Vernor Vinge (1944-2024), Hugo Award winning science fiction author, discusses his career and his award winning novel, “Fire Upon The Deep” with Richard Wolinsky and Richard A. Lupoff, recorded May 7, 1992 and newly digitized and edited.
Margaret Atwood discusses her novel “Oryx and Crake” and her collection of speeches and essays, “Negotiating with the Dead: A Writer on Writing” with host Richard Wolinsky, recorded June 10, 2003 in the KPFA studios, and recently digitzed and edited.
A review of “Some Like It Hot” at BroadwaySF’s Orpheum Theatre.
Hosted by Richard Wolinsky.


Archive Mystery Interviews: Walter Mosley discusses his Easy Rawlins novel, “A Little Yellow Dog” and his first mainstream novel, “RL’s Dream” in this interview with Richard Wolinsky and Richard A. Lupoff, recorded June 23, 1996. Tony Hillerman (1925-2008) talks about his then most recent Leaphorn-Chee mystery, The Fallen Man, and his stand-alone novel, “Finding Moon” in an interview with Richard Wolinsky and Richard A. Lupoff recorded January 30,, 1997. Both interviews were digitized in late 2024 and have not aired in over a quarter century. Hosted by Richard Wolinsky. (originally scheduled for January 2nd).


Terry Bisson (1942-2024), science fiction/fantasy author and political activist, died on January 10, 2024 at the age of 81. In this interview from January 2013 he discusses his career and his novel “Any Day Now,” a thinly disguised memoir in a science fiction setting.
Roger Ebert (1942-2013), noted film reviewer, discusses his book “Great Movies II” and other film-related issues, along with his work as political commentator, recorded in 2005.
Hosted by Richard Wolinsky.


Discussed in this episode: To head the National Institutes of Health, incoming President Donald Trump has picked Jay Bhattacharya, a medical doctor who’s never practiced medicine, and co-author of the Great Barrington Declaration — an early-covid manifesto that basically called for . . . letting it rip. To send us a question in advance of … Continued

Steven Bach (1938-2009) discusses the life and career of Nazi propagandist Leni Reifenstahl in this 2007 interview. Charles Yu talks about his National Book Award winning novel, “Interior Chinatown” in a 2001 interview. “Interior Chinatown is now a streaming television miniseries. Also, reviews of “Jaja’s African Hair Braiding” at Berkeley Rep Peets Theatre through December 15th, and “The Antipodes,” performed by the Actors Reading Collective at Marin Shakespeare Theatre through December 1st. Hosted by Richard Wolinsky.


Alice McDermott, whose latest novel, just out in trade paperback, is “Absolution,” in conversation with host Richard Wolinsky, recorded December 12, 2023 via zencastr. Alice McDermott is a National Book Award winning novelist, and two of her books have been Pulitzer Prize finalists. “Absolution” concerns the lives of American wives living in Saigon in 1963.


Task details | Would you work out how many lines below include the word "good"? Only that number is wanted.

Records for this task |
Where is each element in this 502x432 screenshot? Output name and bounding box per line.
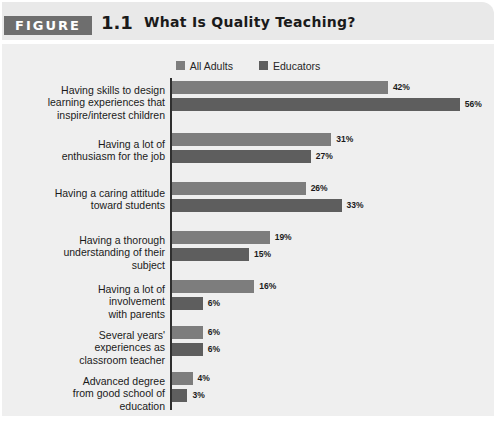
legend-label: Educators xyxy=(273,60,320,72)
category-label-line: from good school of xyxy=(10,387,165,399)
category-label-line: Advanced degree xyxy=(10,375,165,387)
category-label-line: Having skills to design xyxy=(10,84,165,96)
figure-number: 1.1 xyxy=(101,12,133,33)
bar-value-label: 6% xyxy=(208,298,220,308)
category-label-line: toward students xyxy=(10,199,165,211)
figure-container: FIGURE 1.1 What Is Quality Teaching? All… xyxy=(0,0,502,432)
category-label-line: Having a lot of xyxy=(10,283,165,295)
legend-item-2: Educators xyxy=(259,56,320,74)
category-label-line: understanding of their xyxy=(10,246,165,258)
bar-educators xyxy=(172,248,249,261)
value-axis-line xyxy=(170,78,172,410)
category-label-line: education xyxy=(10,400,165,412)
bar-all-adults xyxy=(172,133,331,146)
bar-value-label: 19% xyxy=(275,232,292,242)
bar-value-label: 3% xyxy=(192,390,204,400)
category-label-line: inspire/interest children xyxy=(10,109,165,121)
bar-educators xyxy=(172,98,460,111)
legend-swatch-icon xyxy=(259,61,268,70)
plot-area: Having skills to designlearning experien… xyxy=(2,76,494,416)
category-label-line: enthusiasm for the job xyxy=(10,150,165,162)
category-label-line: Having a caring attitude xyxy=(10,187,165,199)
clipped-caption-strip xyxy=(0,424,502,432)
category-label-line: Several years' xyxy=(10,329,165,341)
bar-value-label: 15% xyxy=(254,249,271,259)
category-label: Having a caring attitudetoward students xyxy=(10,187,165,212)
bar-value-label: 56% xyxy=(465,99,482,109)
legend-label: All Adults xyxy=(190,60,233,72)
category-label: Having a thoroughunderstanding of theirs… xyxy=(10,234,165,271)
bar-educators xyxy=(172,343,203,356)
category-label-line: learning experiences that xyxy=(10,96,165,108)
bar-all-adults xyxy=(172,372,193,385)
figure-tag-label: FIGURE xyxy=(4,16,92,35)
bar-all-adults xyxy=(172,231,270,244)
category-label: Having a lot ofenthusiasm for the job xyxy=(10,138,165,163)
category-label-line: experiences as xyxy=(10,341,165,353)
category-label: Advanced degreefrom good school ofeducat… xyxy=(10,375,165,412)
category-label-line: classroom teacher xyxy=(10,354,165,366)
chart-panel: All AdultsEducators Having skills to des… xyxy=(2,44,494,416)
figure-header-band: FIGURE 1.1 What Is Quality Teaching? xyxy=(2,2,494,40)
category-label: Having a lot ofinvolvementwith parents xyxy=(10,283,165,320)
bar-educators xyxy=(172,297,203,310)
bar-value-label: 6% xyxy=(208,344,220,354)
bar-value-label: 16% xyxy=(259,281,276,291)
bar-value-label: 31% xyxy=(336,134,353,144)
category-label-line: Having a thorough xyxy=(10,234,165,246)
bar-value-label: 4% xyxy=(198,373,210,383)
legend-swatch-icon xyxy=(176,61,185,70)
bar-all-adults xyxy=(172,280,254,293)
category-label: Having skills to designlearning experien… xyxy=(10,84,165,121)
bar-value-label: 27% xyxy=(316,151,333,161)
legend-item-1: All Adults xyxy=(176,56,233,74)
bar-educators xyxy=(172,389,187,402)
figure-title: What Is Quality Teaching? xyxy=(144,14,356,30)
bar-value-label: 6% xyxy=(208,327,220,337)
category-label-line: Having a lot of xyxy=(10,138,165,150)
bar-educators xyxy=(172,199,342,212)
bar-value-label: 26% xyxy=(311,183,328,193)
category-label-line: subject xyxy=(10,259,165,271)
bar-educators xyxy=(172,150,311,163)
chart-legend: All AdultsEducators xyxy=(2,55,494,74)
bar-all-adults xyxy=(172,81,388,94)
bar-all-adults xyxy=(172,326,203,339)
category-label-line: with parents xyxy=(10,308,165,320)
bar-value-label: 33% xyxy=(347,200,364,210)
bar-value-label: 42% xyxy=(393,82,410,92)
bar-all-adults xyxy=(172,182,306,195)
category-label: Several years'experiences asclassroom te… xyxy=(10,329,165,366)
category-label-line: involvement xyxy=(10,295,165,307)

Written solution | 2